** Source material follows **
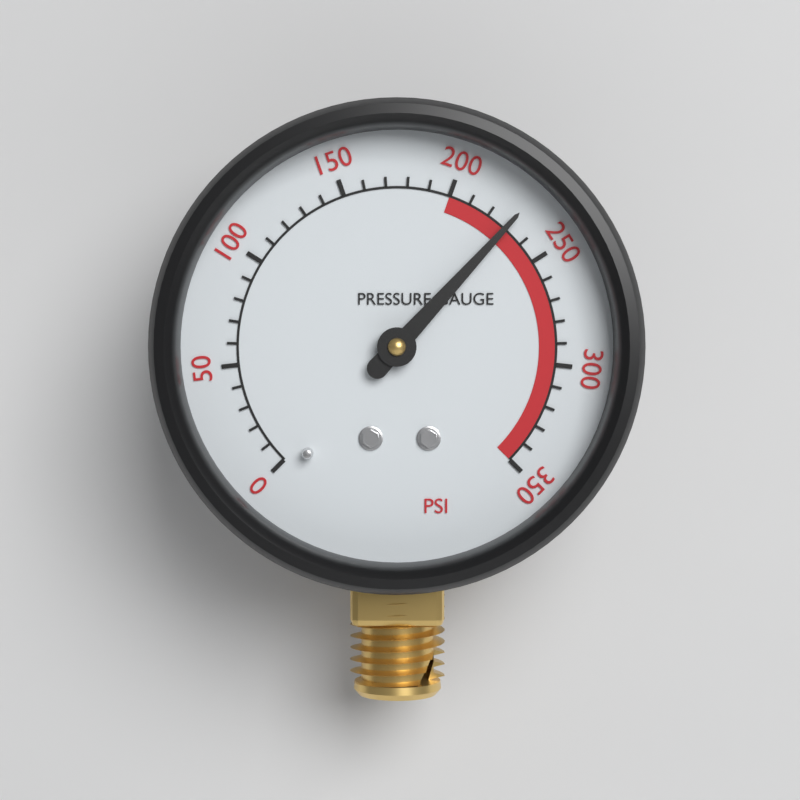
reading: 230 psi
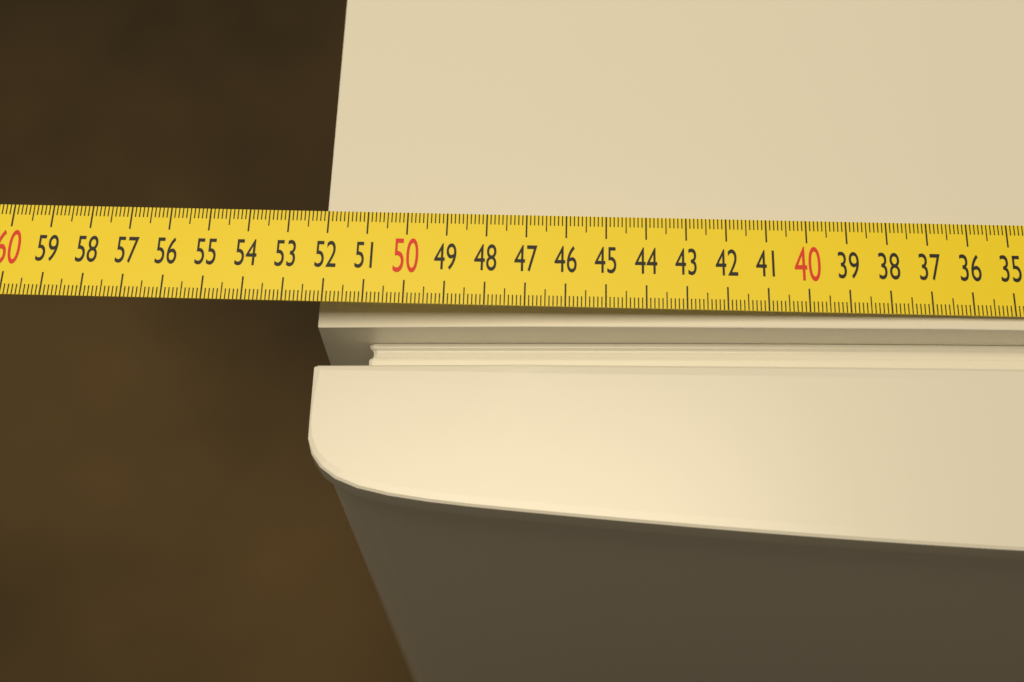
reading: 52.2 cm
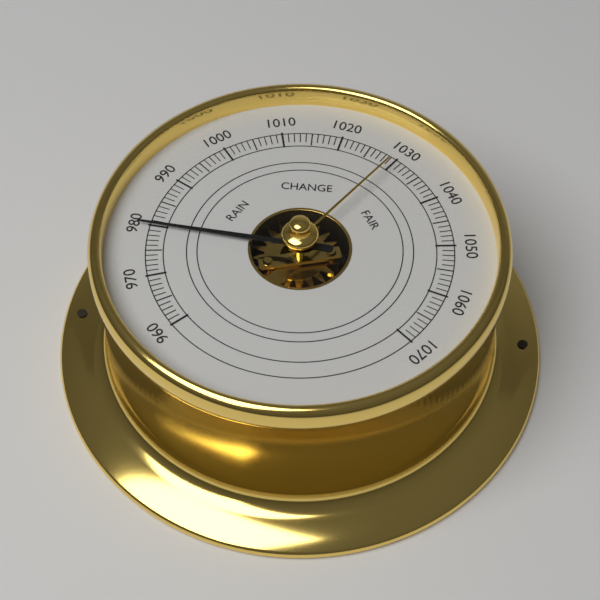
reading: 980 (no unit)
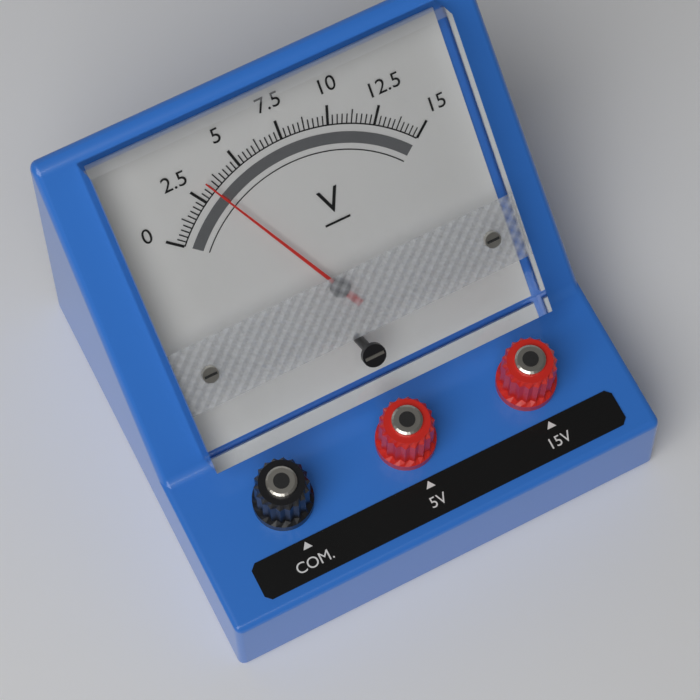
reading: 3.25 V
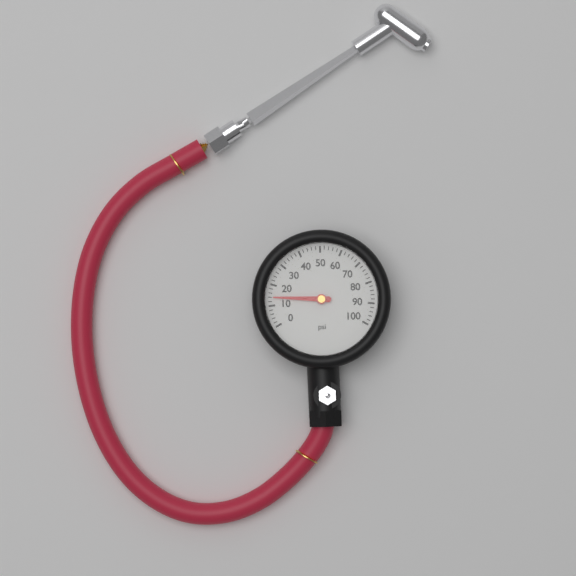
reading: 14 psi
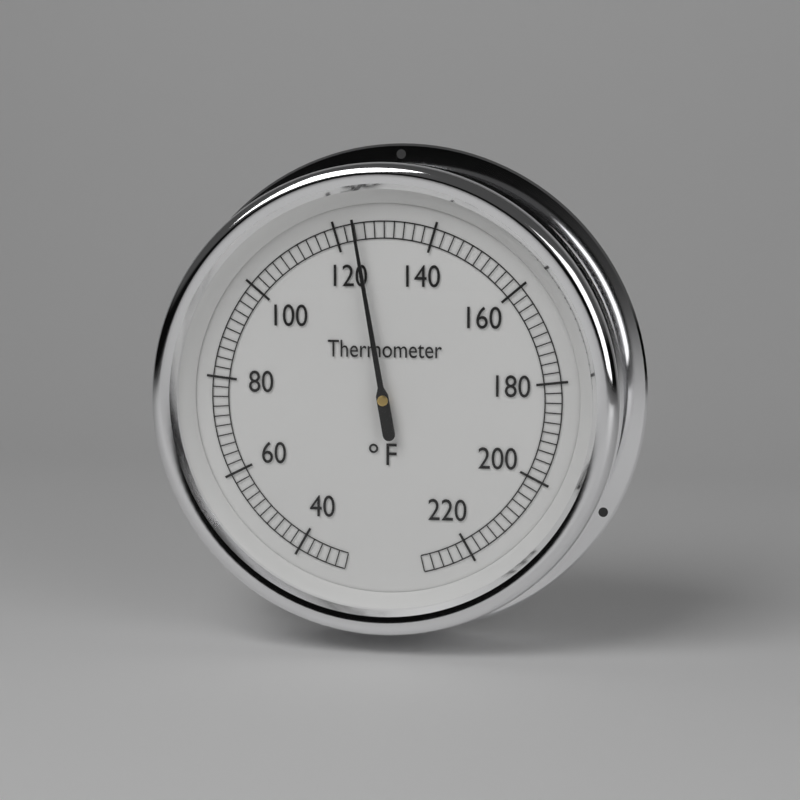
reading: 124 °F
** End of Source material **
◆ Task description: Reproduce the data above word for word, but leave the images out.

◆ Answer to this problem:
reading: 230 psi
reading: 52.2 cm
reading: 980 (no unit)
reading: 3.25 V
reading: 14 psi
reading: 124 °F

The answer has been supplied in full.